The whole process is geared towards the "Big guys", who promise lots but deliver nothing - and successfully take the business away from smaller companies.


8

sadly..

01 Nov 09 12:20

..the big guys were themselves once small guys but most forget where they came from and generally now act as if there are only big guys around.

The people that only work with the big guys tend to believe the oft touted message that biggest is best, probably don't even know that the big guys were once small guys and sometimes enjoy the  association of working with the big guys (reflected) a little too much! - the true professionals do the right thing whether that is with a big company or a small company.

Interoperability should allow a pool of all the talents to thrive - let's see how serious this effort is.


9

Share with the NHS

01 Nov 09 22:09

Radical idea. Why doesn't the NHS publish these standards instead of pushing them out via a closed door ?

I have heard of Intellect, a supplier organisation, I've also tried to access the HL7 standards -HL7UK also is open to suppliers by subscription.

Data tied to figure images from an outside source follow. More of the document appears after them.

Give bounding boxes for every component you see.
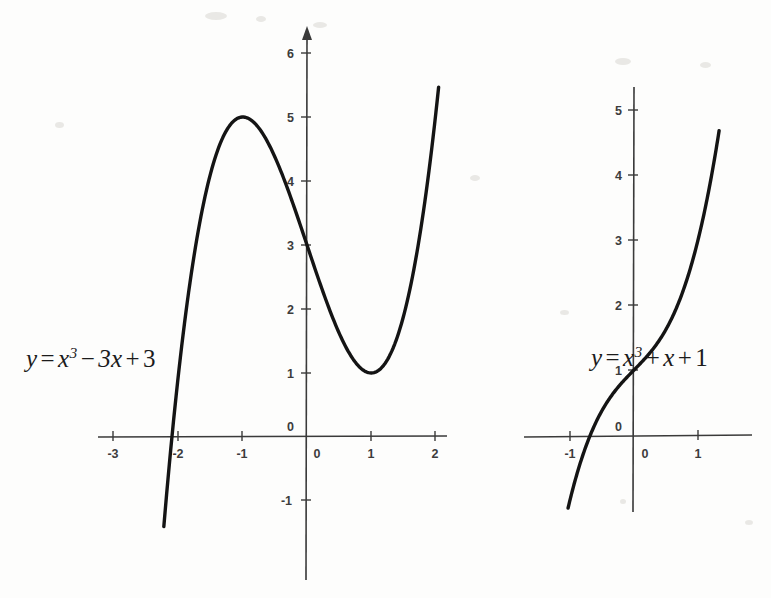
left-eq-term3: 3 — [143, 345, 156, 372]
left-plot-curve — [164, 87, 439, 526]
left-plot-xtick-label: 0 — [314, 447, 321, 461]
right-plot-ytick-label: 4 — [615, 169, 622, 183]
left-plot-ytick-label: 6 — [287, 47, 294, 61]
right-eq-exponent: 3 — [635, 343, 643, 360]
right-eq-term2: x — [663, 344, 675, 371]
left-eq-term2: 3x — [98, 345, 122, 372]
left-plot-xtick-label: 2 — [432, 447, 439, 461]
left-eq-term3-op: + — [123, 345, 144, 372]
right-plot-y-axis — [633, 87, 634, 512]
right-plot-xtick-label: -1 — [564, 447, 575, 461]
right-eq-term3: 1 — [695, 344, 708, 371]
right-plot-equation-label: y=x3+x+1 — [591, 344, 708, 372]
right-eq-var: x — [623, 344, 635, 371]
right-eq-term2-op: + — [643, 344, 664, 371]
right-eq-equals: = — [603, 344, 624, 371]
left-plot-xtick-label: 1 — [368, 447, 375, 461]
left-plot-ytick-label: 0 — [287, 420, 294, 434]
left-plot-ytick-label: 1 — [287, 367, 294, 381]
right-plot-xtick-label: 1 — [695, 447, 702, 461]
left-eq-exponent: 3 — [70, 344, 78, 361]
left-plot-x-axis — [98, 436, 447, 437]
left-eq-term2-op: − — [78, 345, 99, 372]
right-plot-xtick-label: 0 — [642, 447, 649, 461]
right-eq-term3-op: + — [675, 344, 696, 371]
left-eq-lhs: y — [26, 345, 38, 372]
left-plot-xtick-label: -2 — [172, 447, 183, 461]
left-eq-var: x — [58, 345, 70, 372]
right-plot-ytick-label: 2 — [615, 299, 622, 313]
plots-svg: -3 -2 -1 0 1 2 -1 0 1 2 3 4 5 6 — [0, 0, 771, 598]
left-plot-y-axis-arrow-icon — [302, 26, 312, 40]
left-plot-ytick-label: 5 — [287, 111, 294, 125]
left-plot-equation-label: y=x3−3x+3 — [26, 345, 156, 373]
right-plot-ytick-label: 5 — [615, 104, 622, 118]
right-eq-lhs: y — [591, 344, 603, 371]
left-plot-xtick-label: -1 — [236, 447, 247, 461]
right-plot-group: -1 0 1 0 1 2 3 4 5 — [524, 87, 752, 512]
left-plot-ytick-label: 3 — [287, 239, 294, 253]
left-plot-ytick-label: 2 — [287, 303, 294, 317]
right-plot-ytick-label: 3 — [615, 234, 622, 248]
figure-canvas: -3 -2 -1 0 1 2 -1 0 1 2 3 4 5 6 — [0, 0, 771, 598]
left-plot-group: -3 -2 -1 0 1 2 -1 0 1 2 3 4 5 6 — [98, 26, 447, 580]
left-eq-equals: = — [38, 345, 59, 372]
left-plot-xtick-label: -3 — [107, 447, 118, 461]
left-plot-ytick-label: -1 — [281, 494, 292, 508]
right-plot-ytick-label: 0 — [615, 420, 622, 434]
right-plot-x-axis — [524, 435, 752, 437]
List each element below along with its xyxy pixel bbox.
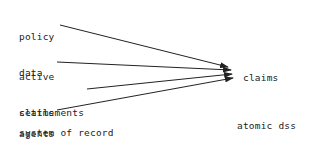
edge-policy-data-to-claims <box>60 25 228 67</box>
edge-layer <box>0 0 310 153</box>
edge-active-claims-to-claims <box>57 62 231 70</box>
edge-settlements-to-claims <box>87 74 232 89</box>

I am dubious about the ease with which interoperability can truly "be nailed", good integration is a complex dance between the two systems amd suppliers, but the fundamentals are quite simple. But as with so much in this intellectually impoverished and morally corrupt country, these things were created at public expense, yet we public servants are supposed to mandate, procure and implement without easy access.

If CfH (or whatever they call themselves now) valued staff working in the wider NHS perhaps they would gain more respect, and find the costs will drop.

 


10

Very Positive Progress

04 Nov 09 18:04

Agree this is a very positive direction. And, utilizing open source tools such as Mirth would further stimulate innovation and build a community of developers that can layer niche apps on top of the larger applications like Lorenzo.

Are there online forums in the UK that are discussing and comparing notes on these initiatives?  It would be good to compare notes and share knowledge to create a groundswell of progress with interoperability.